American Commander "Mac" MacTavish and his international team of scientists and engineers are wrapping up an eighteen-month mission at Mars Base.
Without warning, all communication with Earth is mysteriously lost.
Mac's egotistical science chief
discovers that a massive solar flare has impacted Earth, causing catastrophic damage and most likely political and social upheaval.
Unsure if it is safe to return home, Mac decides to wait for the arrival of the Mars 3 spacecraft and the relief crew already en route from Earth.
After several weeks with no communication, Mars 3 lands nearby, showing no signs of life.
Expecting a grisly scene,
Mac enters the lifeless lander, but he is stunned and horrified by what he discovers.
Are Mac and his crew the sole survivors of a galactic solar catastrophe or something more sinister? Now it is up to him to discover the truth in the midst of this Red Storm.
The giant spacecraft hurtled towards Mars at an astounding speed, marking the first time humans had traveled at such an incredible velocity. Never before had the world seen such a magnificent machine. While space travel had been a reality for decades, Mars 3 represented a radical breakthrough in spacecraft design.
At first glance, Mars 3 bore little difference to its predecessors. The cone-shaped lander and crew module were identical to Mars 2, which had made the same journey two years earlier with a crew of eight, six men and two women. Mars 3 carried a similar complement of telescopes and a communications array attached to a massive grid structure that extended a hundred yards behind the crew module. This “mother ship” would serve as an orbiting science station after the Mars 3 lander separated and touched down on the surface.
Mars 3 and Mars 2 appeared to be identical save one hidden detail buried deep within the bowels of the propulsion system at the rear of the spacecraft. Alongside the standard hydrogen engines, Mars 3 carried the first matter/anti-matter drive ever used in manned space flight, and the results were spectacular. This marked the beginning of the age of hyper-space.
Just as the jet engine made the world a smaller place, hyper-space travel would shrink the galaxy. In the amount of time it took Columbus to journey to the New World, man could now reach Mars, the New World of the modern age.
In less than three months, Mars 3 would arrive at its destination on the Grand Arroyo Plains of the red planet. That is where the Mars 2 crew was busy finishing the construction of the primary phase of Mars Base, the first permanently manned colony on another planet.
Mars 3 carried the hopes and dreams of a world already overcrowded and looking to expand. With a successful mission, the floodgates would open; and once again, adventurers and opportunists would look to the New World for freedom and riches. The nature of man’s desire to conquer hadn’t changed in a thousand years. The nature of Mars was about to change forever.
Mars 3’s hyper-space propulsion system wasn’t the only thing that set it apart from its predecessors. This spacecraft carried another secret that would also change the world. It wasn’t anything as dynamic and glamorous as a hyper-drive; but it was no less ominous, and was decidedly more sinister.
Mars 3 started its journey with eight dead astronauts on board.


** HOW TO COMPLETE THIS TASK **
Keeping every line intact, print the records that follow.

** Data items **
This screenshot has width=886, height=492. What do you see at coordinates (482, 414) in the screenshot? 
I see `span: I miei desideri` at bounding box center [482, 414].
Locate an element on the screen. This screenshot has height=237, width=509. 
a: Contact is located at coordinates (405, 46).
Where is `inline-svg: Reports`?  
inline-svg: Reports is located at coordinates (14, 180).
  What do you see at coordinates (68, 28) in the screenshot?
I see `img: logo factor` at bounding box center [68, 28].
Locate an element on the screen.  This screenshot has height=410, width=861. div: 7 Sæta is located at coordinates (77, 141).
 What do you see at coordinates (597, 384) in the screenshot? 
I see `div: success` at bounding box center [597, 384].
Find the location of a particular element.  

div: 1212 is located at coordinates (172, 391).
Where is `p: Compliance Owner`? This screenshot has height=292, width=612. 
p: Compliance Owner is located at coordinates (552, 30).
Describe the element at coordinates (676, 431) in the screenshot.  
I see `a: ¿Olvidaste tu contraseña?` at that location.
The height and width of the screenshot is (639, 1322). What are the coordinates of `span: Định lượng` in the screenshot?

** RESPONSE TO THIS TASK **
This screenshot has width=886, height=492. What do you see at coordinates (482, 414) in the screenshot? 
I see `span: I miei desideri` at bounding box center [482, 414].
Locate an element on the screen. This screenshot has height=237, width=509. 
a: Contact is located at coordinates (405, 46).
Where is `inline-svg: Reports`?  
inline-svg: Reports is located at coordinates (14, 180).
  What do you see at coordinates (68, 28) in the screenshot?
I see `img: logo factor` at bounding box center [68, 28].
Locate an element on the screen.  This screenshot has height=410, width=861. div: 7 Sæta is located at coordinates (77, 141).
 What do you see at coordinates (597, 384) in the screenshot? 
I see `div: success` at bounding box center [597, 384].
Find the location of a particular element.  

div: 1212 is located at coordinates (172, 391).
Where is `p: Compliance Owner`? This screenshot has height=292, width=612. 
p: Compliance Owner is located at coordinates (552, 30).
Describe the element at coordinates (676, 431) in the screenshot.  
I see `a: ¿Olvidaste tu contraseña?` at that location.
The height and width of the screenshot is (639, 1322). What are the coordinates of `span: Định lượng` in the screenshot?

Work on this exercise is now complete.